🤖 AI Summary
This study addresses the ambiguity in K–12 teachers’ understanding of data literacy, which hinders their ability to design assessments that effectively capture its core components—particularly in the application of data visualization. Through interviews with 13 teachers and drawing on theories from data visualization, human-computer interaction, and the learning sciences, the research systematically identifies four central challenges in assessing data literacy: conceptual confusion, lack of authentic context, misalignment of tools, and insufficient disciplinary integration. Building on these findings, the study proposes actionable assessment design strategies that integrate real-world contexts with subject-specific learning goals. This work offers interdisciplinary theoretical grounding and practical guidance to support educators in implementing effective data literacy instruction.
📝 Abstract
Data literacy has become a key learning objective in K--12 education, but it remains an ambiguous concept as teachers interpret it differently. When creating assessments, teachers turn broad ideas about "working with data" into concrete decisions about what materials to include. Since working with data visualizations is a core component of data literacy, teachers' decisions about how to include them on assessments offer insight into how they interpret data literacy more broadly. Drawing on interviews with 13 teachers, we identify four challenges in enacting data literacy in assessments: (1) conceptual ambiguity between data visualization and data literacy, (2) tradeoffs between using real-world or synthetic data, (3) difficulty finding and adapting domain-appropriate visual representations and data visualizations, and (4) balancing assessing data literacy and domain-specific learning goals. Drawing on lessons from data visualization, human-computer interaction, and the learning sciences, we discuss opportunities to better support teachers in assessing data literacy.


§ TO DO
Would you restate every entry that follows, word for word, and leave out the pictures?
--*--
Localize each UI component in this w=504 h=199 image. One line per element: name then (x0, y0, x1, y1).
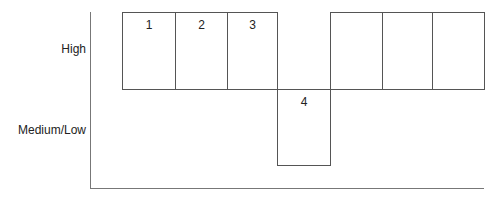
cell-label: 4 (278, 95, 330, 109)
y-label-medium-low: Medium/Low (0, 123, 86, 137)
cell-label: 1 (123, 18, 175, 32)
cell-7 (432, 12, 485, 90)
y-axis (90, 12, 91, 189)
cell-3: 3 (227, 12, 278, 90)
cell-label: 2 (176, 18, 227, 32)
cell-4: 4 (277, 89, 331, 166)
cell-5 (330, 12, 383, 90)
cell-6 (382, 12, 433, 90)
cell-label: 3 (228, 18, 277, 32)
cell-2: 2 (175, 12, 228, 90)
y-label-high: High (0, 42, 86, 56)
x-axis (90, 188, 484, 189)
baseline-left (122, 89, 277, 90)
cell-1: 1 (122, 12, 176, 90)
--*--
§ FINAL ANSWER
Localize each UI component in this w=504 h=199 image. One line per element: name then (x0, y0, x1, y1).
cell-label: 4 (278, 95, 330, 109)
y-label-medium-low: Medium/Low (0, 123, 86, 137)
cell-label: 1 (123, 18, 175, 32)
cell-7 (432, 12, 485, 90)
y-axis (90, 12, 91, 189)
cell-3: 3 (227, 12, 278, 90)
cell-label: 2 (176, 18, 227, 32)
cell-4: 4 (277, 89, 331, 166)
cell-5 (330, 12, 383, 90)
cell-6 (382, 12, 433, 90)
cell-label: 3 (228, 18, 277, 32)
cell-2: 2 (175, 12, 228, 90)
y-label-high: High (0, 42, 86, 56)
x-axis (90, 188, 484, 189)
baseline-left (122, 89, 277, 90)
cell-1: 1 (122, 12, 176, 90)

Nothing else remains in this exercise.